U-100 vs U-40 Insulin Syringes
Insulin syringes come in two scales, U-100 and U-40. The "U" number is a concentration — units per millilitre — and it sets what every marking on the barrel means. Reading a draw on the wrong scale changes the number without changing the liquid.
What the U number means
The scale says how many units fit in one millilitre. It comes from insulin strength, but the marks are really just a unit-to-volume ruler, so the same idea applies to any liquid you measure in a syringe.
U-100 is by far the most common today. U-40 is an older, lower-strength scale still seen on some veterinary insulin syringes, which is usually where the mix-up starts.
Why it matters for a peptide draw
Reconstitution math works in volume: concentration is the amount in the vial divided by the water you add, and a dose is a volume of that solution. The syringe scale only decides which number that volume lines up with. On a U-100 syringe, 0.1 mL is the "10 units" mark; on a U-40 syringe the same 0.1 mL sits at the "4 units" mark. Same liquid, different label — so a figure written in U-100 units and read on a U-40 barrel is the wrong volume.
Converting between the two
Because the real quantity is the volume, convert through millilitres. To land on the same volume, U-40 units are the U-100 units multiplied by 40 ÷ 100 — that is, × 0.4.
The calculator assumes U-100
The reconstitution and dosage calculators report units on the standard U-100 scale, where 10 units equals 0.1 mL. If your syringe is a U-40, work in millilitres from the volume the calculator gives, or read against a U-100 barrel so the units match.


== WHAT IS EXPECTED ==
Your output should be one number, which is how many lines in the material contain "jellyfish".

·····

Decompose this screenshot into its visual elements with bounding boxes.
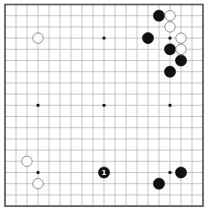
black-stone-icon	[153, 10, 164, 21]
black-stone-icon	[175, 55, 186, 66]
black-stone-icon	[142, 33, 153, 44]
black-stone[interactable]	[175, 55, 186, 66]
black-stone[interactable]	[164, 44, 175, 55]
white-stone-icon	[165, 11, 175, 21]
black-stone[interactable]	[142, 33, 153, 44]
black-stone[interactable]	[175, 167, 186, 178]
star-point	[103, 104, 106, 107]
white-stone[interactable]	[22, 156, 32, 166]
star-point	[37, 104, 40, 107]
black-stone-icon	[164, 66, 175, 77]
white-stone[interactable]	[176, 44, 186, 54]
go-board[interactable]: 1	[0, 0, 208, 212]
white-stone-icon	[176, 33, 186, 43]
star-point	[169, 104, 172, 107]
white-stone-icon	[33, 33, 43, 43]
white-stone[interactable]	[33, 33, 43, 43]
black-stone[interactable]	[153, 178, 164, 189]
star-point	[37, 171, 40, 174]
black-stone-icon	[175, 167, 186, 178]
white-stone[interactable]	[176, 33, 186, 43]
black-stone[interactable]	[153, 10, 164, 21]
white-stone[interactable]	[33, 179, 43, 189]
white-stone[interactable]	[165, 11, 175, 21]
star-point	[169, 171, 172, 174]
black-stone[interactable]: 1	[98, 167, 109, 178]
white-stone-icon	[22, 156, 32, 166]
star-point	[169, 37, 172, 40]
white-stone-icon	[165, 22, 175, 32]
go-board-canvas[interactable]: 1	[0, 0, 208, 212]
black-stone-icon	[164, 44, 175, 55]
white-stone-icon	[33, 179, 43, 189]
star-point	[103, 37, 106, 40]
black-stone[interactable]	[164, 66, 175, 77]
white-stone-icon	[176, 44, 186, 54]
black-stone-icon	[153, 178, 164, 189]
white-stone[interactable]	[165, 22, 175, 32]
move-number-label: 1	[102, 169, 107, 177]
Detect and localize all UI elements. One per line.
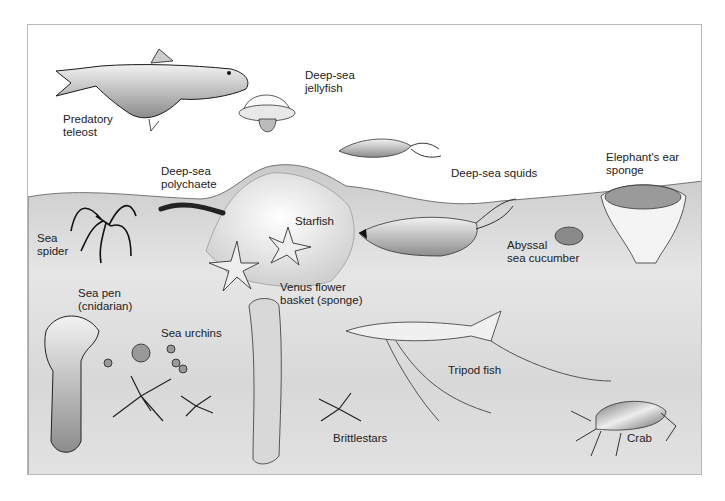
deep-sea-scene xyxy=(28,25,702,475)
label-sea-pen: Sea pen (cnidarian) xyxy=(78,287,132,313)
illustration-frame: Predatory teleost Deep-sea jellyfish Dee… xyxy=(27,24,702,475)
label-predatory-teleost: Predatory teleost xyxy=(63,113,113,139)
jellyfish-drawing xyxy=(239,95,295,132)
label-elephants-ear-sponge: Elephant's ear sponge xyxy=(606,151,679,177)
label-brittlestars: Brittlestars xyxy=(333,432,387,445)
label-venus-flower-basket: Venus flower basket (sponge) xyxy=(280,281,362,307)
small-squid-drawing xyxy=(339,139,441,157)
label-deep-sea-jellyfish: Deep-sea jellyfish xyxy=(305,69,355,95)
label-deep-sea-squids: Deep-sea squids xyxy=(451,167,537,180)
label-abyssal-sea-cucumber: Abyssal sea cucumber xyxy=(507,239,579,265)
label-sea-spider: Sea spider xyxy=(37,232,68,258)
label-tripod-fish: Tripod fish xyxy=(448,364,501,377)
label-starfish: Starfish xyxy=(295,215,334,228)
venus-flower-basket-drawing xyxy=(249,299,281,464)
label-deep-sea-polychaete: Deep-sea polychaete xyxy=(161,165,217,191)
label-sea-urchins: Sea urchins xyxy=(161,327,222,340)
label-crab: Crab xyxy=(627,432,652,445)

·····

== WRITTEN ANSWER ==
3